Mike, I'll wait to see what your experiments show with the sleeve material before I buy the dynel fabric by the yard. I'm not really interested in a material that I cant smooth out on the edges though, I don't like the protruding skid plates, everything needs to be smooth and fair. I'm afraid I'd have to sand through those edges anyway but I'll wait to see what you find out. Not having to cut strips or messing with frayed edges sounds appealing, and I'm sure the sleeve material already acts like bias cut cloth, so it should conform to the stems quite well.
Mark, I have high hopes that using the hard roller (repeatedly) atop peel ply will knock down the folded edges of that Dynel sleeve to near flush invisibility. The selvage edge in tapes stands very tall (and kinda sharp) once epoxied without peel ply compression; with the hard roller that selvage edge vanishes.
I am likewise thinking the sleeve will be bias woven, which should help it conform to a vee and stem curve.
The annoying thing about trying to get this stuff to fair in with the stems is that when you sand into it or use a scraper on it, then put a layer of epoxy over it, the fabric expands out again and is all rough. Varnish or paint doesn't seem to do the same thing. The dynel does wear through eventually. My real world experience is that 4 months of daily usage in abrasive shield rock conditions with frequent landings for portages will take the xynole out.
Not to keep singing the praises of Dynel fabric, and I have never worked with Xynole, but once the Dynel is epoxy saturated and peel ply compressed it never expands or swells again, even with 60 grit RO sanding and epoxy recoating.
I know from the skid plate materials test that 5oz Dynel saturates thoroughly and completely from top to bottom. The thicker/heavier materials in that test- 8oz E-glass, kevlar felt, kevlar tape, even thick carbon fiber – revealed resin starvation on the bottom. (Photos post #21. The underside of the kevlar felt, which was the most horribly resin starved, Post 16)
http://www.canoetripping.net/forums...late-test-materials-impact-resistance-results
If you go with the Dynel fabric or Dynel sleeve as skid plate material I’ll be curious about the durability on shield rock compared to Xynole.
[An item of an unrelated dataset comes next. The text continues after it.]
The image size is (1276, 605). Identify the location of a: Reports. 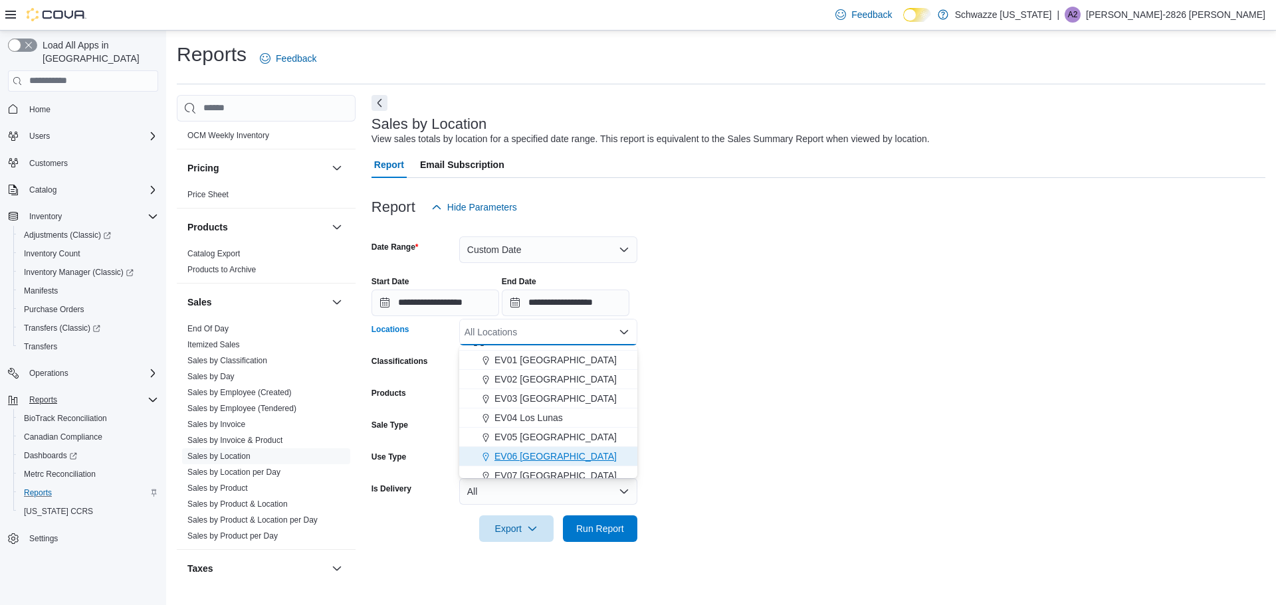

If I am happy with the result on a decked canoe or two it
will be going on those sea kayaks this spring, and that will be another acid test.
Doing a long vee skid plate or full vee bottom would be much easier with a linear material that doesn’t fray along the edges. And at $1 a yard laying down very long strips the sleeve would be as cost effective as buying a yard of Dynel fabric and cutting it into thin strips; one yard of 54” Dynel = $10. Ten yards of Dynel sleeve = $10
Jeeze Louise I hope it works. I am so psyched to try using the Dynel sleeve that I’m taking the four canoes currently EX-Poxy curing in the shop outside in a couple of days and in hopes of a short delivery time on the order of Dynel sleeve.
Psyched, and I’d rather do epoxy and paint work before the dead of winter when it gets more costly to keep the shop toasty warm at least overnight.